The composite infrared spectrometer data refer to a depth in Saturn's upper stratosphere where the pressure is 0.5 millibars (324 kilometers above the 1-bar level), a region higher than that imaged by the imaging camera and visual and infrared spectrometer during the same observation period. The composite infrared spectrometer data show a very small hot spot over the pole, similar in size to the "eye" of the storm seen in the imaging science subsystem images. See also Looking Saturn in the Eye and Saturn's Surprisingly Stormy South for related images.
The color scale at the bottom indicates the temperature in Kelvin corresponding to the colors of the temperature map. Numbers on the grid correspond to lines of latitude and longitude on the planet.

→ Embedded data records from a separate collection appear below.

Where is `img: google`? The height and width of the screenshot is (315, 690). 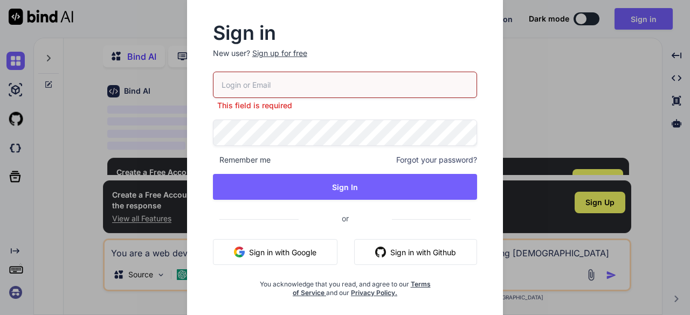 img: google is located at coordinates (239, 252).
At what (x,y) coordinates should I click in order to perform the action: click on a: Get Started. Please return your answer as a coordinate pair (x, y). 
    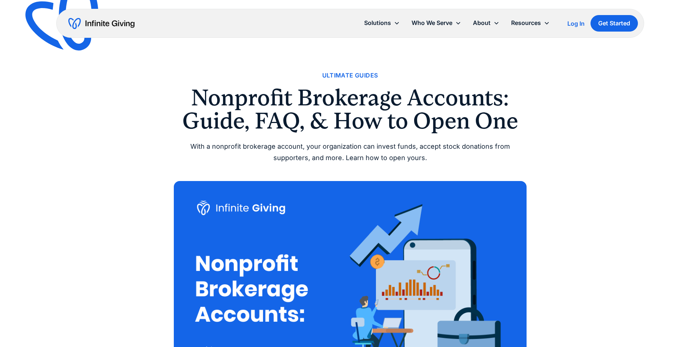
    Looking at the image, I should click on (614, 23).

Infrared images taken through the Keck I telescope by ground-based observers had previously shown the south polar spot to be warm. Cassini's composite infrared spectrometer has confirmed this with higher resolution temperature maps of the area (like the map displayed here) and sees a temperature increase of about 2 Kelvin (4 degrees Fahrenheit) at the pole.
The temperatures are in the stratosphere and higher up than the clouds seen by the Cassini imaging and visual and infrared mapping spectrometer instruments, but they suggest that the atmosphere sinks over the south pole. Because the pressure increases with depth, the descending atmosphere compresses and heats up. The warmer temperatures over the south pole also indicate that the vortex winds are decaying with height in the stratosphere. The descent implied by the temperatures nicely supports the lower cloud altitudes observed by the imaging camera and visual and infrared spectrometer instruments at the pole.
The image and atmospheric data were acquired on Oct. 11, 2006, when Cassini was approximately 340,000 kilometers (210,000 miles) from Saturn. The wide-angle camera image was taken using a spectral filter sensitive to wavelengths of infrared light centered at 752 nanometers. The image has been contrast enhanced using digital image processing techniques. The unprocessed image shows an oblique view toward the pole, and was reprojected to show the planet from a perspective directly over the south pole. Scale in the original image was about 17 kilometers (11 miles) per pixel.